What Murdoch thinks of the media

The latest piece of measured media commentary from Rupert Murdoch:

The Philistine phase of the digital age is almost over. The aggregators and the plagiarists will soon have to pay a price for the co-opting of our content. But if we do not take advantage of the current movement toward paid-for content, it will be the content creators, the people in this hall, who will pay the ultimate price and the content kleptomaniacs will triumph.”

For analysis of this speech to the World Media Summit in Beijing overnight, here are a number of sources:

Murdoch Urges China to Open Up to Media says The Wall Street Journal

Murdoch: Time for search engines to pay says The Christian Science Monitor

Murdoch will pay for the end of free news says The Independent

Rupert Murdoch Says Google Is Stealing His Content. So Why Doesn’t He Stop Them? asks Newsweek

Murdoch Scores “Kleptomaniac” News Sites, Calls to Make Them Pay says The Village Voice

Internet’s philistine phase almost over, says Murdoch is how the ABC’s AM saw it.

Murdoch: Media should ‘adapt and adopt’ amid challenge is the China Daily version.

The Australian pitched the issue forward: Scott to hit back on criticism of ABC’s internet space.

And here’s the full text from the News Corp site.

That’s not stealing, Rupert, that’s just a little village of information right there.

One Comment

  1. jeebus
    Posted Tuesday, 13 October 2009 at 1:50 pm | Permalink

    Murdoch is losing the game, and wants to change the rules. It’s an admission of his personal failure to both ‘adopt and adapt’ to the changing paradigms of information distribution in the digital age.

    This is evidenced by comments he has made in contempt of the Internet, and in lashing out at providers of high quality free content like the BBC and ABC. There is also a tinge of bitterness, which can probably be attributed to his purchase of Myspace at the peak of its popularity, only to see it dethroned shortly afterward by Facebook.

    Media barons attempted to create an Internet of gated pastures back in the days of Compuserve and AOL. Capitalism voted, and it chose a free world wide web instead. There are plenty of avenues for making money on the Internet. Murdoch just needs to use his business acumen and take some risks to find them.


> **YOUR GOAL**
Word for word, print all of the lines below.

*** Opening MATERIAL FOR THIS TASK ***

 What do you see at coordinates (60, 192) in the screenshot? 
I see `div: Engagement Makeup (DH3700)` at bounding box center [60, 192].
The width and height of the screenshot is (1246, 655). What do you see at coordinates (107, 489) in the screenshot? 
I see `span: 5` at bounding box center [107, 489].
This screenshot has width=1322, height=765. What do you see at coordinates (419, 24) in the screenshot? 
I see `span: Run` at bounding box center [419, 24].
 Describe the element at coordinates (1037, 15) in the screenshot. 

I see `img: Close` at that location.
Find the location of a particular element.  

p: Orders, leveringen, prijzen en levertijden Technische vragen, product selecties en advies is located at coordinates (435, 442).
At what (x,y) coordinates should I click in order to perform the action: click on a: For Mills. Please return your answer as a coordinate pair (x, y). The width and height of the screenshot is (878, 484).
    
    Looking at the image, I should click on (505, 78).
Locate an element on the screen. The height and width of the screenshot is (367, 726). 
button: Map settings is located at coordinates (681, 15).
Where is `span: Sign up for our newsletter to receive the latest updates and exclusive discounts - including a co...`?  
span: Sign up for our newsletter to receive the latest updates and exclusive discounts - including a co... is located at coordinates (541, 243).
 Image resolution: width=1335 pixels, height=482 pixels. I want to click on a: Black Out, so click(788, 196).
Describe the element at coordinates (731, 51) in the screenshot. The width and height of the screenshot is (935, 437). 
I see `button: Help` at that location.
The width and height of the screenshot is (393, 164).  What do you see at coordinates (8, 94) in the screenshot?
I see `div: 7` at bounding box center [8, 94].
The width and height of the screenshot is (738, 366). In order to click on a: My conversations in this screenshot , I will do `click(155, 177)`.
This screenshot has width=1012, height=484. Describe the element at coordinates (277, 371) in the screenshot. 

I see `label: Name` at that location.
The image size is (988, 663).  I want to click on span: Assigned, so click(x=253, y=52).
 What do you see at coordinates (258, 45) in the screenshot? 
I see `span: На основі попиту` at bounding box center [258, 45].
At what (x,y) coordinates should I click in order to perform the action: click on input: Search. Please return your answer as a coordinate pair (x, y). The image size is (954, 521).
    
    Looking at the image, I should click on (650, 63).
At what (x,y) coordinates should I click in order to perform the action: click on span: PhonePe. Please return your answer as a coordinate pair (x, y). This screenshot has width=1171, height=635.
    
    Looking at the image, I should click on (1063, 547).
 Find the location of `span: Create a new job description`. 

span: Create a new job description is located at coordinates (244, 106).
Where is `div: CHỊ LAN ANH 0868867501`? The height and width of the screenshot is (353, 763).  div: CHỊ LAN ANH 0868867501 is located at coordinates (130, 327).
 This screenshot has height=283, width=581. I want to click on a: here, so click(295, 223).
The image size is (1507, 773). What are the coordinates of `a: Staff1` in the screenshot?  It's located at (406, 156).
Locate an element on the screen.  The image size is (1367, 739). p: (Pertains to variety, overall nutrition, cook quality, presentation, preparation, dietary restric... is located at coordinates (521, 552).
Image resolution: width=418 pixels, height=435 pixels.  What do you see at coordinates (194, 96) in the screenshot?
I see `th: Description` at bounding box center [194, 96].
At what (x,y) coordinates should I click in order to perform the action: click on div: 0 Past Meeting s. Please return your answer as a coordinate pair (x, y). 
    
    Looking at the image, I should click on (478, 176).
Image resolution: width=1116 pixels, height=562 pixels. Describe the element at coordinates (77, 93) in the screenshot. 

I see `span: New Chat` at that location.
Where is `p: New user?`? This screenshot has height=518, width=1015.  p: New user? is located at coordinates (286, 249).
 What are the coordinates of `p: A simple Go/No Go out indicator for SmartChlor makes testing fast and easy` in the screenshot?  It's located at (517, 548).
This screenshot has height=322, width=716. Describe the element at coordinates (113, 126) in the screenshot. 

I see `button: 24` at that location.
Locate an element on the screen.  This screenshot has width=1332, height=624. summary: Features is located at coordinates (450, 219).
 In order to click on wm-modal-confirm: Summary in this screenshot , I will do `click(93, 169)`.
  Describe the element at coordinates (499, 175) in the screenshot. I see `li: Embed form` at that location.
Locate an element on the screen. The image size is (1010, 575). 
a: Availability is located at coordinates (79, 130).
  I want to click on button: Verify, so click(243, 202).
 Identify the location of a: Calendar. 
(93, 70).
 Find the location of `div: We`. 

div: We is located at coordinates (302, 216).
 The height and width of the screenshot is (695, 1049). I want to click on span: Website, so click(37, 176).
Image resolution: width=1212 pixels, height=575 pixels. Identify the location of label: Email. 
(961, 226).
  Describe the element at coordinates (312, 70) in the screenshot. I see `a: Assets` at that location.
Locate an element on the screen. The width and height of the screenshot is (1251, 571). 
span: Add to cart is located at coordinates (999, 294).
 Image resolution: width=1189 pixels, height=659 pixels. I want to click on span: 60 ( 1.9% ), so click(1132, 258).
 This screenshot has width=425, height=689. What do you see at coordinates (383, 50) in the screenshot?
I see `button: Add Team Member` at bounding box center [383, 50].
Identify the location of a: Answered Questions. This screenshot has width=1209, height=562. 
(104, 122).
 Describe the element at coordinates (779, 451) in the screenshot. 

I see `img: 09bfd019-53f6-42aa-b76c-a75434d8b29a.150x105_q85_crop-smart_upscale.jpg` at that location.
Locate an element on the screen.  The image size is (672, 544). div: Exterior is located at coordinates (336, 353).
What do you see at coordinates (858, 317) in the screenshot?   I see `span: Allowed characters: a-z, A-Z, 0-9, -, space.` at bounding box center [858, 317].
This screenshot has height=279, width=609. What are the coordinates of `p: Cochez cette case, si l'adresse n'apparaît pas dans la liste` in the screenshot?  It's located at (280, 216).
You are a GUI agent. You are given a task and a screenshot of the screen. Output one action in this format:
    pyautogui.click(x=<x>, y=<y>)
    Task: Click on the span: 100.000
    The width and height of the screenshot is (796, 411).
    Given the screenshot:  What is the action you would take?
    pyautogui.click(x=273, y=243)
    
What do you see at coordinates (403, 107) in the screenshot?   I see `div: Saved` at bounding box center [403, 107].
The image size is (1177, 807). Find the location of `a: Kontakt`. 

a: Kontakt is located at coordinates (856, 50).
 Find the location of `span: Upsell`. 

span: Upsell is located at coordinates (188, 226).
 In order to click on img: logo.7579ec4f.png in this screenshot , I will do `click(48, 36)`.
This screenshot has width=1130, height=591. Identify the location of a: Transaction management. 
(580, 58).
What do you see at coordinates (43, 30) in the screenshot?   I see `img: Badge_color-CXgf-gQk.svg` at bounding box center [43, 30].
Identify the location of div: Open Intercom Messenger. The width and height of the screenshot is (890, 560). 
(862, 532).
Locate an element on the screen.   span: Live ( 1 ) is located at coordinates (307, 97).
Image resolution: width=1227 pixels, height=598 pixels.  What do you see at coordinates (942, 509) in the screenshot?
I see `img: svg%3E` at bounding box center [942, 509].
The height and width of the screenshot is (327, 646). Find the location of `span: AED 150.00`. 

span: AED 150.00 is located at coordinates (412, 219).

*** Closing MATERIAL FOR THIS TASK ***

> **ANSWER TO THE PROBLEM**
 What do you see at coordinates (60, 192) in the screenshot? 
I see `div: Engagement Makeup (DH3700)` at bounding box center [60, 192].
The width and height of the screenshot is (1246, 655). What do you see at coordinates (107, 489) in the screenshot? 
I see `span: 5` at bounding box center [107, 489].
This screenshot has width=1322, height=765. What do you see at coordinates (419, 24) in the screenshot? 
I see `span: Run` at bounding box center [419, 24].
 Describe the element at coordinates (1037, 15) in the screenshot. 

I see `img: Close` at that location.
Find the location of a particular element.  

p: Orders, leveringen, prijzen en levertijden Technische vragen, product selecties en advies is located at coordinates (435, 442).
At what (x,y) coordinates should I click in order to perform the action: click on a: For Mills. Please return your answer as a coordinate pair (x, y). The width and height of the screenshot is (878, 484).
    
    Looking at the image, I should click on (505, 78).
Locate an element on the screen. The height and width of the screenshot is (367, 726). 
button: Map settings is located at coordinates (681, 15).
Where is `span: Sign up for our newsletter to receive the latest updates and exclusive discounts - including a co...`?  
span: Sign up for our newsletter to receive the latest updates and exclusive discounts - including a co... is located at coordinates (541, 243).
 Image resolution: width=1335 pixels, height=482 pixels. I want to click on a: Black Out, so click(788, 196).
Describe the element at coordinates (731, 51) in the screenshot. The width and height of the screenshot is (935, 437). 
I see `button: Help` at that location.
The width and height of the screenshot is (393, 164).  What do you see at coordinates (8, 94) in the screenshot?
I see `div: 7` at bounding box center [8, 94].
The width and height of the screenshot is (738, 366). In order to click on a: My conversations in this screenshot , I will do `click(155, 177)`.
This screenshot has width=1012, height=484. Describe the element at coordinates (277, 371) in the screenshot. 

I see `label: Name` at that location.
The image size is (988, 663).  I want to click on span: Assigned, so click(x=253, y=52).
 What do you see at coordinates (258, 45) in the screenshot? 
I see `span: На основі попиту` at bounding box center [258, 45].
At what (x,y) coordinates should I click in order to perform the action: click on input: Search. Please return your answer as a coordinate pair (x, y). The image size is (954, 521).
    
    Looking at the image, I should click on (650, 63).
At what (x,y) coordinates should I click in order to perform the action: click on span: PhonePe. Please return your answer as a coordinate pair (x, y). This screenshot has width=1171, height=635.
    
    Looking at the image, I should click on (1063, 547).
 Find the location of `span: Create a new job description`. 

span: Create a new job description is located at coordinates (244, 106).
Where is `div: CHỊ LAN ANH 0868867501`? The height and width of the screenshot is (353, 763).  div: CHỊ LAN ANH 0868867501 is located at coordinates (130, 327).
 This screenshot has height=283, width=581. I want to click on a: here, so click(295, 223).
The image size is (1507, 773). What are the coordinates of `a: Staff1` in the screenshot?  It's located at (406, 156).
Locate an element on the screen.  The image size is (1367, 739). p: (Pertains to variety, overall nutrition, cook quality, presentation, preparation, dietary restric... is located at coordinates (521, 552).
Image resolution: width=418 pixels, height=435 pixels.  What do you see at coordinates (194, 96) in the screenshot?
I see `th: Description` at bounding box center [194, 96].
At what (x,y) coordinates should I click in order to perform the action: click on div: 0 Past Meeting s. Please return your answer as a coordinate pair (x, y). 
    
    Looking at the image, I should click on (478, 176).
Image resolution: width=1116 pixels, height=562 pixels. Describe the element at coordinates (77, 93) in the screenshot. 

I see `span: New Chat` at that location.
Where is `p: New user?`? This screenshot has height=518, width=1015.  p: New user? is located at coordinates (286, 249).
 What are the coordinates of `p: A simple Go/No Go out indicator for SmartChlor makes testing fast and easy` in the screenshot?  It's located at (517, 548).
This screenshot has height=322, width=716. Describe the element at coordinates (113, 126) in the screenshot. 

I see `button: 24` at that location.
Locate an element on the screen.  This screenshot has width=1332, height=624. summary: Features is located at coordinates (450, 219).
 In order to click on wm-modal-confirm: Summary in this screenshot , I will do `click(93, 169)`.
  Describe the element at coordinates (499, 175) in the screenshot. I see `li: Embed form` at that location.
Locate an element on the screen. The image size is (1010, 575). 
a: Availability is located at coordinates (79, 130).
  I want to click on button: Verify, so click(243, 202).
 Identify the location of a: Calendar. 
(93, 70).
 Find the location of `div: We`. 

div: We is located at coordinates (302, 216).
 The height and width of the screenshot is (695, 1049). I want to click on span: Website, so click(37, 176).
Image resolution: width=1212 pixels, height=575 pixels. Identify the location of label: Email. 
(961, 226).
  Describe the element at coordinates (312, 70) in the screenshot. I see `a: Assets` at that location.
Locate an element on the screen. The width and height of the screenshot is (1251, 571). 
span: Add to cart is located at coordinates (999, 294).
 Image resolution: width=1189 pixels, height=659 pixels. I want to click on span: 60 ( 1.9% ), so click(1132, 258).
 This screenshot has width=425, height=689. What do you see at coordinates (383, 50) in the screenshot?
I see `button: Add Team Member` at bounding box center [383, 50].
Identify the location of a: Answered Questions. This screenshot has width=1209, height=562. 
(104, 122).
 Describe the element at coordinates (779, 451) in the screenshot. 

I see `img: 09bfd019-53f6-42aa-b76c-a75434d8b29a.150x105_q85_crop-smart_upscale.jpg` at that location.
Locate an element on the screen.  The image size is (672, 544). div: Exterior is located at coordinates (336, 353).
What do you see at coordinates (858, 317) in the screenshot?   I see `span: Allowed characters: a-z, A-Z, 0-9, -, space.` at bounding box center [858, 317].
This screenshot has height=279, width=609. What are the coordinates of `p: Cochez cette case, si l'adresse n'apparaît pas dans la liste` in the screenshot?  It's located at (280, 216).
You are a GUI agent. You are given a task and a screenshot of the screen. Output one action in this format:
    pyautogui.click(x=<x>, y=<y>)
    Task: Click on the span: 100.000
    The width and height of the screenshot is (796, 411).
    Given the screenshot:  What is the action you would take?
    pyautogui.click(x=273, y=243)
    
What do you see at coordinates (403, 107) in the screenshot?   I see `div: Saved` at bounding box center [403, 107].
The image size is (1177, 807). Find the location of `a: Kontakt`. 

a: Kontakt is located at coordinates (856, 50).
 Find the location of `span: Upsell`. 

span: Upsell is located at coordinates (188, 226).
 In order to click on img: logo.7579ec4f.png in this screenshot , I will do `click(48, 36)`.
This screenshot has width=1130, height=591. Identify the location of a: Transaction management. 
(580, 58).
What do you see at coordinates (43, 30) in the screenshot?   I see `img: Badge_color-CXgf-gQk.svg` at bounding box center [43, 30].
Identify the location of div: Open Intercom Messenger. The width and height of the screenshot is (890, 560). 
(862, 532).
Locate an element on the screen.   span: Live ( 1 ) is located at coordinates (307, 97).
Image resolution: width=1227 pixels, height=598 pixels.  What do you see at coordinates (942, 509) in the screenshot?
I see `img: svg%3E` at bounding box center [942, 509].
The height and width of the screenshot is (327, 646). Find the location of `span: AED 150.00`. 

span: AED 150.00 is located at coordinates (412, 219).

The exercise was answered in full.